▶ _Aim of the exercise_
Print the lines that run from the line with "This screenshot has height=1027, width=1826." to the line with "What do you see at coordinates (109, 406)", keeping both end lines, exactly as they appear in the entries below, and nothing else.

-=-=-=-=-

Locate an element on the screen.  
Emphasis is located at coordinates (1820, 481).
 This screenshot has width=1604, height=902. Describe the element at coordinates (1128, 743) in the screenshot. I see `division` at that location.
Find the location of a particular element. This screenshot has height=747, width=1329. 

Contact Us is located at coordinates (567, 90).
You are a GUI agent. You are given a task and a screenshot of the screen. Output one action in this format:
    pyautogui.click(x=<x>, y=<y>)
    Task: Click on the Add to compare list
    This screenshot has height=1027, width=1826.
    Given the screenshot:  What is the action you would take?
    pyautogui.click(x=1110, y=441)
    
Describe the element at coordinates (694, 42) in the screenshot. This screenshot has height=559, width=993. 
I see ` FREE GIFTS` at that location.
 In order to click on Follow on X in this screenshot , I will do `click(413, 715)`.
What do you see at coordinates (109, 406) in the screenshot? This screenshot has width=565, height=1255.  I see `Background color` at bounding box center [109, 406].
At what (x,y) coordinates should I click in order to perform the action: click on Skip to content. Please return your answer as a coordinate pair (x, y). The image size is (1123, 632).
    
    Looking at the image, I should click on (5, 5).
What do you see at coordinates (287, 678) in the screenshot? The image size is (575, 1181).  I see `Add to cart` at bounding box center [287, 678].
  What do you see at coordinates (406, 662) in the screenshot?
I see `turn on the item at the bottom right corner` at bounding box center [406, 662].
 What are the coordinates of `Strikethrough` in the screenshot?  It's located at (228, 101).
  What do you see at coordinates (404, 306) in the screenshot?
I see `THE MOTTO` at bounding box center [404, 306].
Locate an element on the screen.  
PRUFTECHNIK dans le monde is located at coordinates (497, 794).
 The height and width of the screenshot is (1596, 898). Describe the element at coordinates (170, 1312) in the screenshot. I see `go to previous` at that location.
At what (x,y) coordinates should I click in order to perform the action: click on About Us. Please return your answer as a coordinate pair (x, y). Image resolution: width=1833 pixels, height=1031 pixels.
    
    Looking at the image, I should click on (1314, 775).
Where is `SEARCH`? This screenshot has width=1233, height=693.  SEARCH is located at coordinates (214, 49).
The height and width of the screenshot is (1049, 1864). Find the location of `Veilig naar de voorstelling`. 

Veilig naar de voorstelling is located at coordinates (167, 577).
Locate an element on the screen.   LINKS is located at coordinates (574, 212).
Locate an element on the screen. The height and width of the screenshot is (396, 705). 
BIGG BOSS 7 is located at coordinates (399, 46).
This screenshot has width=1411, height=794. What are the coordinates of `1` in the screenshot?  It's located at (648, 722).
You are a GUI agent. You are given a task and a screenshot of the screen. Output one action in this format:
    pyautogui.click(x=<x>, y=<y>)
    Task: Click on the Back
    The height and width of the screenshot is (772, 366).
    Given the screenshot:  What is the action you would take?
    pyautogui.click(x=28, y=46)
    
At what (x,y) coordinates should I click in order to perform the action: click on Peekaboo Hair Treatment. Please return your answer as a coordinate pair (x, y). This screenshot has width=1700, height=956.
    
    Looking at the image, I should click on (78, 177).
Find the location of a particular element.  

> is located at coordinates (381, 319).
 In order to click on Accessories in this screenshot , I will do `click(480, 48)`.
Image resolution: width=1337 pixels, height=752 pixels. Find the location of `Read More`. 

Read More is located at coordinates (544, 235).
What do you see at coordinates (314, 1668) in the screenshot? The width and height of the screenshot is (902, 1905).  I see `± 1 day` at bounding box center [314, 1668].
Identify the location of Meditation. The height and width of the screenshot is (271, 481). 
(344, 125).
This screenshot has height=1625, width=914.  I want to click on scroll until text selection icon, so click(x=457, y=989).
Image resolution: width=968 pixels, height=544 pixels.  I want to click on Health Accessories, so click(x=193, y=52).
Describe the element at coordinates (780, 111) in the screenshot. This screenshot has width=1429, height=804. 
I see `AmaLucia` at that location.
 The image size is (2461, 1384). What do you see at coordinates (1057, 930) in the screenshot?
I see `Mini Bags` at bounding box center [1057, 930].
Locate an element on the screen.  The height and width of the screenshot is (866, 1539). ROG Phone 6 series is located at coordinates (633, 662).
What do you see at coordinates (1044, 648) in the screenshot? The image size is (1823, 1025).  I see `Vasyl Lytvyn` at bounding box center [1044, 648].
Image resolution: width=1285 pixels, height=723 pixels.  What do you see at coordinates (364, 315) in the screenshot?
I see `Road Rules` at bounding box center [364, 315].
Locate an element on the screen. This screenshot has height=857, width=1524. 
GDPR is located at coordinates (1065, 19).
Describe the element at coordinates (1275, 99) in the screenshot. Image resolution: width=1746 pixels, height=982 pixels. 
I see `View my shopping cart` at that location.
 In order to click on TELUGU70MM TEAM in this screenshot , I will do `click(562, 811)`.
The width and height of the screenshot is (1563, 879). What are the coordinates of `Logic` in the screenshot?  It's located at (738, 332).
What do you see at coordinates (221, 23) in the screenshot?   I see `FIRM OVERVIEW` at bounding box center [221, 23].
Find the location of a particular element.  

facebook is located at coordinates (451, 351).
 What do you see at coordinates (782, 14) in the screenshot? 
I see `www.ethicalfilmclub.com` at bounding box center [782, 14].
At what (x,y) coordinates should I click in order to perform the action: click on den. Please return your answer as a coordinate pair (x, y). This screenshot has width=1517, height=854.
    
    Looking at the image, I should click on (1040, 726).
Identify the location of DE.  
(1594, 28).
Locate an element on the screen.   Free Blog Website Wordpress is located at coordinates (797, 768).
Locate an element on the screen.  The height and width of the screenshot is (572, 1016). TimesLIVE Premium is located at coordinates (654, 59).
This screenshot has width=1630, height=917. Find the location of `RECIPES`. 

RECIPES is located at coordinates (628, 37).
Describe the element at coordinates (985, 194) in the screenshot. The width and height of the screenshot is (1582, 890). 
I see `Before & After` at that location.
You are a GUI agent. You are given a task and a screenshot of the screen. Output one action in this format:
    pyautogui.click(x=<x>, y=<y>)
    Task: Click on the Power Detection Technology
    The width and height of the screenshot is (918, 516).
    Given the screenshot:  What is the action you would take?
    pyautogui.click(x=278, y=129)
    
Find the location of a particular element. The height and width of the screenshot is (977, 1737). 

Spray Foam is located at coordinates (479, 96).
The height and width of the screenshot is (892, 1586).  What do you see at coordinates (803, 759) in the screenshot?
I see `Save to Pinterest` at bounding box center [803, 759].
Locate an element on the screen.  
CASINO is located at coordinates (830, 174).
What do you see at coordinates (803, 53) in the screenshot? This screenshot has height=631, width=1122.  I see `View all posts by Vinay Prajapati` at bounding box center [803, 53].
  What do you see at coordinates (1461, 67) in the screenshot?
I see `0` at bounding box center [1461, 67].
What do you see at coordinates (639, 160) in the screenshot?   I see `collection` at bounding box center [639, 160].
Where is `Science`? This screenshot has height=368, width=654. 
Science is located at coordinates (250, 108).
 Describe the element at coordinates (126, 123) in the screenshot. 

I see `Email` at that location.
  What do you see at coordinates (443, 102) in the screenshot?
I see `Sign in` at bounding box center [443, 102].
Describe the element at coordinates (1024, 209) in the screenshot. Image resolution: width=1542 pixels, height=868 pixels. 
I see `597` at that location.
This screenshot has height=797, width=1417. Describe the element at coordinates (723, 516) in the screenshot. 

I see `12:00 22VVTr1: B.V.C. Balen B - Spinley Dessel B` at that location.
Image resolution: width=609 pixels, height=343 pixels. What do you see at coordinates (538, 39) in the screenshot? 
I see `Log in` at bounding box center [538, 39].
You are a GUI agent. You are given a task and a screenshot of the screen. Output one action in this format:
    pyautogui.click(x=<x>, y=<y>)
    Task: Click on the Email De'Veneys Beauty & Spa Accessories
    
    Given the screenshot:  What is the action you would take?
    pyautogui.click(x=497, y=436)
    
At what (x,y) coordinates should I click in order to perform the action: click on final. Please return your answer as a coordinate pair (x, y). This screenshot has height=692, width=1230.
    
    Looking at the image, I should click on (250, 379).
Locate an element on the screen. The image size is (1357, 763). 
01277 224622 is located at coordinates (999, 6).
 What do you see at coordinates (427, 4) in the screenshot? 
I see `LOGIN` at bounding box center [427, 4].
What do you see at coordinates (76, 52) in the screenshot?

-=-=-=-=-

▶ _Solved problem_
    This screenshot has height=1027, width=1826.
    Given the screenshot:  What is the action you would take?
    pyautogui.click(x=1110, y=441)
    
Describe the element at coordinates (694, 42) in the screenshot. This screenshot has height=559, width=993. 
I see ` FREE GIFTS` at that location.
 In order to click on Follow on X in this screenshot , I will do `click(413, 715)`.
What do you see at coordinates (109, 406) in the screenshot? This screenshot has width=565, height=1255.  I see `Background color` at bounding box center [109, 406].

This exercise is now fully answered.